Moreover, popular support isn’t the strongest pillar of power.
In the short term, Yulia’s opponents could still juggle votes to get the Socialists over the three-percent barrier. The bloc of dark-horse compromiser Volodymyr Lytvyn could also pull off around 4 percent without raising any eyebrows. Combined with the Communists at 5 percent and the Regions with 38 would mean Yulia and Yushchenko locked out again.
The voting has been accepted as fair, but that doesn’t preclude enough last-minute cheating in race that is going to be close anyway.
Another scenario is that Yulia is made premier, either with Our Ukraine or Our Ukraine and Lytvyn. But between now and the presidential elections, she will be stymied and blamed for all the country’s ills, to the advantage of a Regions candidate as well as Yushchenko.
Yulia may be loved by the people but not by anyone else. She has been aggressive toward Moscow, unpredictable to business and a threat to Yushchenko’s re-election.
An increasingly less likely outcome is mass protests by the Regions and their leftist allies, plunging the capital into more confusion and chaos. The Regions could even reject the mandates it does get. If they add up to more than 150 seats, which is all but assured, the parliament would be hung.
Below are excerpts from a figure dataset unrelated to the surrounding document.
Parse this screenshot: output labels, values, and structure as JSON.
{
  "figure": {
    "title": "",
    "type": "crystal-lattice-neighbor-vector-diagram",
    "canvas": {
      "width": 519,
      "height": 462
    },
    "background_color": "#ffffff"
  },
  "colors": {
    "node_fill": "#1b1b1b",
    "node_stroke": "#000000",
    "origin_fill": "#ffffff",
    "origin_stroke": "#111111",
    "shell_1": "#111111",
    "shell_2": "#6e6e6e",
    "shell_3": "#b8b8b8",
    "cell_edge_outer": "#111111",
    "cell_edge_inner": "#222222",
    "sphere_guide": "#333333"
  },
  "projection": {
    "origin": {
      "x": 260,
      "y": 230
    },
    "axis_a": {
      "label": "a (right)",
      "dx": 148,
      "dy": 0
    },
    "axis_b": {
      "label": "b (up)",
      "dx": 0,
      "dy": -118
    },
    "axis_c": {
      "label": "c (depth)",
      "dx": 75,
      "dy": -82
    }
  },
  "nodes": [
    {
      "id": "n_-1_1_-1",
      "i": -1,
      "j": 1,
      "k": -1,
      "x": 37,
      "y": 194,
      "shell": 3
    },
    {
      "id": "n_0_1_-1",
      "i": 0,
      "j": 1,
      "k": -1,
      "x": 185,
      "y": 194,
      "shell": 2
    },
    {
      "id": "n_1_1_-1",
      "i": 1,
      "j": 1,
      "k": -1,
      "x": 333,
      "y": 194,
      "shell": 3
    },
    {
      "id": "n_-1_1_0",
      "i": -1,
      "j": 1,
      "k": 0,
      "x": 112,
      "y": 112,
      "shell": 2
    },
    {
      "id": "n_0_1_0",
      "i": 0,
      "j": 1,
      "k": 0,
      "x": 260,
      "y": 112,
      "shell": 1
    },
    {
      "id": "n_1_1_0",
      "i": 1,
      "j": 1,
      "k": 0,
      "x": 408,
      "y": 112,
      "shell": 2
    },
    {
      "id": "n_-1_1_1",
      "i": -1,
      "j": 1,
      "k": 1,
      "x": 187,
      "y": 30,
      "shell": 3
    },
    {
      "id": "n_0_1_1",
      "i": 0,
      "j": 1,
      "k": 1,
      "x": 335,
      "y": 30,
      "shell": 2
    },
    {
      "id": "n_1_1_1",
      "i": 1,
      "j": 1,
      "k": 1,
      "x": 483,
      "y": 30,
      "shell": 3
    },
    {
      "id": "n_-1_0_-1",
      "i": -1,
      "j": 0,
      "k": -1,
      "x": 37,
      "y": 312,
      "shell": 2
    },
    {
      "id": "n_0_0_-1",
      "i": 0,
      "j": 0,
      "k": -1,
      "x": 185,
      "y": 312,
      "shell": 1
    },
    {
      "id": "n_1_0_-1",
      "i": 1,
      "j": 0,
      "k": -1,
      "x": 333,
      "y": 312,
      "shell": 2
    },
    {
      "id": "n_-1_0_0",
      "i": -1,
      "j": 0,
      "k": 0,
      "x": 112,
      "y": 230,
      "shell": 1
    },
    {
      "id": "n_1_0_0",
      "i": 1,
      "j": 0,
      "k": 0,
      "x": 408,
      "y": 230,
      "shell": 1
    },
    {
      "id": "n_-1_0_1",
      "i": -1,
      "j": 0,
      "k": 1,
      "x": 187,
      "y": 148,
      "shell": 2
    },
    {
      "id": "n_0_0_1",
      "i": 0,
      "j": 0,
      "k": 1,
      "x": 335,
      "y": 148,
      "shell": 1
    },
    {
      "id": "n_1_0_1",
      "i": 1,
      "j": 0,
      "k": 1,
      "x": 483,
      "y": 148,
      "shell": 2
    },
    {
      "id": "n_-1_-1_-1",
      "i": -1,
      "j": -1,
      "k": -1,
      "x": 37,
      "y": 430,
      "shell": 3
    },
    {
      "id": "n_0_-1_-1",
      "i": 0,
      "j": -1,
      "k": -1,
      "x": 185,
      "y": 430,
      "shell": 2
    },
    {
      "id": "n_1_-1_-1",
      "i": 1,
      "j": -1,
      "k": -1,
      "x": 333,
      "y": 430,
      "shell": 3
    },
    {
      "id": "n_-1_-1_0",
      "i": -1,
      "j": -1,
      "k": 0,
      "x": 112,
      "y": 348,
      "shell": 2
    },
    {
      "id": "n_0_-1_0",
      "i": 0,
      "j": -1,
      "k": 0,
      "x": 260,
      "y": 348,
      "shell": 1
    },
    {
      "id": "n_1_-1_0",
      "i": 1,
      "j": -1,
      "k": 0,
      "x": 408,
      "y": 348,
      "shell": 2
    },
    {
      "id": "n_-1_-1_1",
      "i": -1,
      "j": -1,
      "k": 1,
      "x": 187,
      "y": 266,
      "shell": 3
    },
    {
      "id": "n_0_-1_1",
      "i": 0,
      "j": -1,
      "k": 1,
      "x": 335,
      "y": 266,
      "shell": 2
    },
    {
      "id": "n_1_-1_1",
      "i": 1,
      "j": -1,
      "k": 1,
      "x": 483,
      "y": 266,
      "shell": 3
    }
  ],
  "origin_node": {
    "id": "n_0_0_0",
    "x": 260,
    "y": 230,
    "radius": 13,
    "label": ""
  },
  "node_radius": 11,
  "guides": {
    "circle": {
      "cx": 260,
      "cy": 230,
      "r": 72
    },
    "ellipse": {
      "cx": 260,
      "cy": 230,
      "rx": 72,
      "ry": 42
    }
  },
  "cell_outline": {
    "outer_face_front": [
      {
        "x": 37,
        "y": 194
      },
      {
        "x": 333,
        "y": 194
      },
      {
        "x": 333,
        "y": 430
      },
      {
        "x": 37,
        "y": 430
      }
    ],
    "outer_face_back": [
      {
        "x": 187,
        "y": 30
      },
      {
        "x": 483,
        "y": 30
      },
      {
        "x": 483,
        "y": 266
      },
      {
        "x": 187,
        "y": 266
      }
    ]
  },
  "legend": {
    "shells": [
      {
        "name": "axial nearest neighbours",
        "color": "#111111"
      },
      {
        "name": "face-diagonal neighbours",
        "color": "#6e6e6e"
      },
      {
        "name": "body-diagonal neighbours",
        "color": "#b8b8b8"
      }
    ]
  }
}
But for now, for today, Tymoshenko’s victory is about popularity, the expression of indignation by the masses, fed up with back-room deals that lead to business-backed brinkmanship.
For now, Yulia is standing high in her high heels, which are as sharp as they are sexy. But as she walks the gauntlet of political, economic and even geopolitical power, she’s going to have to watch her footing every step of the way.